BC Card has strategy to get over its long slump

Home > Business > Finance

print dictionary print

BC Card has strategy to get over its long slump

테스트

Lee Jong-ho

Domestic card payment processor BC Card announced yesterday a turnaround plan that would focus on fostering mobile and global payment networks to overcome its waning market share and raise its operating profits by nearly 80 percent in four years.

In a press conference commemorating 30 years since the company’s founding, CEO Lee Jong-ho underscored BC Card’s strategic changes since it became a subsidiary of Korea’s No. 2 mobile carrier KT last November.

“It could be said that BC Card failed to find a positive direction since the 2003 credit card crisis, as various card companies were reorganized under holding companies and left BC Card’s processing networks to create their own brands,” said Lee.

“BC Card will turn over a new leaf by expanding its client base from just credit card issuers to debit card and prepaid card issuers [and] innovate smart processing methods by combining KT’s information and communication technology with BC Card’s thirty years of processing experience.”

BC Card’s domestic market share in card payment processing fell from 32.78 percent at the end of 2009 to 23.4 percent by the third quarter of 2011 as card companies such as NH Card strategically moved their business from BC Card’s payment networks to those of newly-acquired subsidiaries or other partners.

But BC Card hopes to increase its 2011 operating profit of 101 billion won ($88.78 million) to 180 billion won by 2015.

This will be accomplished through replacing card receipts with electronic receipts in its “paperless” project to be field-tested in May, sharing details of its contactless payment system with other card firms to jumpstart the stalled mobile card market, as well as opening up to other domestic card firms its global payment platform in partnership with China UnionPay, Star Network as well as Discover Financial Service in the U.S.

As for its run-in with Visa, sparked last July when BC Card contested a penalty imposed by Visa when BC Card used the payment networks of Star Network, Lee said, “Visa remains an important partner in our domestic and global operations, and we will watch for the results of the ongoing investigation by the Fair Trade Commission.”


By Lee Jung-yoon [joyce@joongang.co.kr]
Log in to Twitter or Facebook account to connect
with the Korea JoongAng Daily
help-image Social comment?
s
lock icon

To write comments, please log in to one of the accounts.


#### What the task asks:
Repeat each record below exactly as it is written.

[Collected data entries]
================================

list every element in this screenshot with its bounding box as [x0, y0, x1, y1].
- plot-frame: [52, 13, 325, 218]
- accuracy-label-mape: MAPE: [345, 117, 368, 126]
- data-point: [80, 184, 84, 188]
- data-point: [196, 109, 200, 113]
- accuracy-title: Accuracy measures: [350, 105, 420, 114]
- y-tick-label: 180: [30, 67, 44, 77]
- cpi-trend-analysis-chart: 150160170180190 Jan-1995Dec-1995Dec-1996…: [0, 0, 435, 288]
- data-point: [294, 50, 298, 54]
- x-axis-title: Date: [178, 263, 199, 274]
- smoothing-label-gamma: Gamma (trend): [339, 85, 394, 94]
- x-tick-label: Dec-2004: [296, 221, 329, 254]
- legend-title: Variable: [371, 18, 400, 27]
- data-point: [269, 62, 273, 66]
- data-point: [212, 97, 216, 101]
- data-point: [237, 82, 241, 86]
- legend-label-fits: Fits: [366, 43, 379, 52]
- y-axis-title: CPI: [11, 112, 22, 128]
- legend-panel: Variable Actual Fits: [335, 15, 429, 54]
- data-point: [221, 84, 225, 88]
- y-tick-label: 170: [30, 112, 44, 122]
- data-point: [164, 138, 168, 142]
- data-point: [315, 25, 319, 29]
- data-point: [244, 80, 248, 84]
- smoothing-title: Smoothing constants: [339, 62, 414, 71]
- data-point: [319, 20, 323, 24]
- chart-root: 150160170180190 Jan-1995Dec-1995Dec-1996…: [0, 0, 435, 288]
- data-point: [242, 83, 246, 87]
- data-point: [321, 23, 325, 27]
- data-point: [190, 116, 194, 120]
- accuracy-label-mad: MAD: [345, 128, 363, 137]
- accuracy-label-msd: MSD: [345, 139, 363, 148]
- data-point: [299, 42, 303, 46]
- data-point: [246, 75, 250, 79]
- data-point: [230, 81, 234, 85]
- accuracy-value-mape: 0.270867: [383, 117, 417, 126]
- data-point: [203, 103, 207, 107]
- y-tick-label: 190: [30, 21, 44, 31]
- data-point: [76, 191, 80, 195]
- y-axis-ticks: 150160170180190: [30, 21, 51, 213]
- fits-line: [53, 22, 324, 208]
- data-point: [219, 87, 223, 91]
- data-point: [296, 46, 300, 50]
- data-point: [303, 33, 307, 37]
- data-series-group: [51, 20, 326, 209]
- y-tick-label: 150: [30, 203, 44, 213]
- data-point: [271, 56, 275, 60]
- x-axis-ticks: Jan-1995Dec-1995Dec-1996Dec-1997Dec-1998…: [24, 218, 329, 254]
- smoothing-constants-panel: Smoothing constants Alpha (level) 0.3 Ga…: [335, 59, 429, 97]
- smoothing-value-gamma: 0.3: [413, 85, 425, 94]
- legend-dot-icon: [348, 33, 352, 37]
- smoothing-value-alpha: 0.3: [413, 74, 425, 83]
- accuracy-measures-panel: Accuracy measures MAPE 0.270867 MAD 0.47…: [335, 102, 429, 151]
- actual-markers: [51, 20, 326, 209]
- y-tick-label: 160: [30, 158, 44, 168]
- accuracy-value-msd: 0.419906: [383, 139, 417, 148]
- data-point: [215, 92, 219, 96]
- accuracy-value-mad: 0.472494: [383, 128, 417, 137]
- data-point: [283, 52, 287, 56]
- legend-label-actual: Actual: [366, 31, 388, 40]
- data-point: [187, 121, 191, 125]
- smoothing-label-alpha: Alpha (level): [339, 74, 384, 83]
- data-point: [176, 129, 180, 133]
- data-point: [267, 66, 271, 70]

================================

#### Result:
list every element in this screenshot with its bounding box as [x0, y0, x1, y1].
- plot-frame: [52, 13, 325, 218]
- accuracy-label-mape: MAPE: [345, 117, 368, 126]
- data-point: [80, 184, 84, 188]
- data-point: [196, 109, 200, 113]
- accuracy-title: Accuracy measures: [350, 105, 420, 114]
- y-tick-label: 180: [30, 67, 44, 77]
- cpi-trend-analysis-chart: 150160170180190 Jan-1995Dec-1995Dec-1996…: [0, 0, 435, 288]
- data-point: [294, 50, 298, 54]
- x-axis-title: Date: [178, 263, 199, 274]
- smoothing-label-gamma: Gamma (trend): [339, 85, 394, 94]
- x-tick-label: Dec-2004: [296, 221, 329, 254]
- legend-title: Variable: [371, 18, 400, 27]
- data-point: [269, 62, 273, 66]
- data-point: [212, 97, 216, 101]
- data-point: [237, 82, 241, 86]
- legend-label-fits: Fits: [366, 43, 379, 52]
- y-axis-title: CPI: [11, 112, 22, 128]
- legend-panel: Variable Actual Fits: [335, 15, 429, 54]
- data-point: [221, 84, 225, 88]
- y-tick-label: 170: [30, 112, 44, 122]
- data-point: [164, 138, 168, 142]
- data-point: [315, 25, 319, 29]
- data-point: [244, 80, 248, 84]
- smoothing-title: Smoothing constants: [339, 62, 414, 71]
- data-point: [319, 20, 323, 24]
- chart-root: 150160170180190 Jan-1995Dec-1995Dec-1996…: [0, 0, 435, 288]
- data-point: [242, 83, 246, 87]
- data-point: [321, 23, 325, 27]
- data-point: [190, 116, 194, 120]
- accuracy-label-mad: MAD: [345, 128, 363, 137]
- accuracy-label-msd: MSD: [345, 139, 363, 148]
- data-point: [299, 42, 303, 46]
- data-point: [246, 75, 250, 79]
- data-point: [230, 81, 234, 85]
- accuracy-value-mape: 0.270867: [383, 117, 417, 126]
- data-point: [203, 103, 207, 107]
- y-tick-label: 190: [30, 21, 44, 31]
- data-point: [76, 191, 80, 195]
- y-axis-ticks: 150160170180190: [30, 21, 51, 213]
- fits-line: [53, 22, 324, 208]
- data-point: [219, 87, 223, 91]
- data-point: [296, 46, 300, 50]
- data-point: [303, 33, 307, 37]
- data-series-group: [51, 20, 326, 209]
- y-tick-label: 150: [30, 203, 44, 213]
- data-point: [271, 56, 275, 60]
- x-axis-ticks: Jan-1995Dec-1995Dec-1996Dec-1997Dec-1998…: [24, 218, 329, 254]
- smoothing-constants-panel: Smoothing constants Alpha (level) 0.3 Ga…: [335, 59, 429, 97]
- smoothing-value-gamma: 0.3: [413, 85, 425, 94]
- legend-dot-icon: [348, 33, 352, 37]
- smoothing-value-alpha: 0.3: [413, 74, 425, 83]
- accuracy-measures-panel: Accuracy measures MAPE 0.270867 MAD 0.47…: [335, 102, 429, 151]
- actual-markers: [51, 20, 326, 209]
- y-tick-label: 160: [30, 158, 44, 168]
- accuracy-value-msd: 0.419906: [383, 139, 417, 148]
- data-point: [215, 92, 219, 96]
- accuracy-value-mad: 0.472494: [383, 128, 417, 137]
- data-point: [283, 52, 287, 56]
- legend-label-actual: Actual: [366, 31, 388, 40]
- data-point: [187, 121, 191, 125]
- smoothing-label-alpha: Alpha (level): [339, 74, 384, 83]
- data-point: [176, 129, 180, 133]
- data-point: [267, 66, 271, 70]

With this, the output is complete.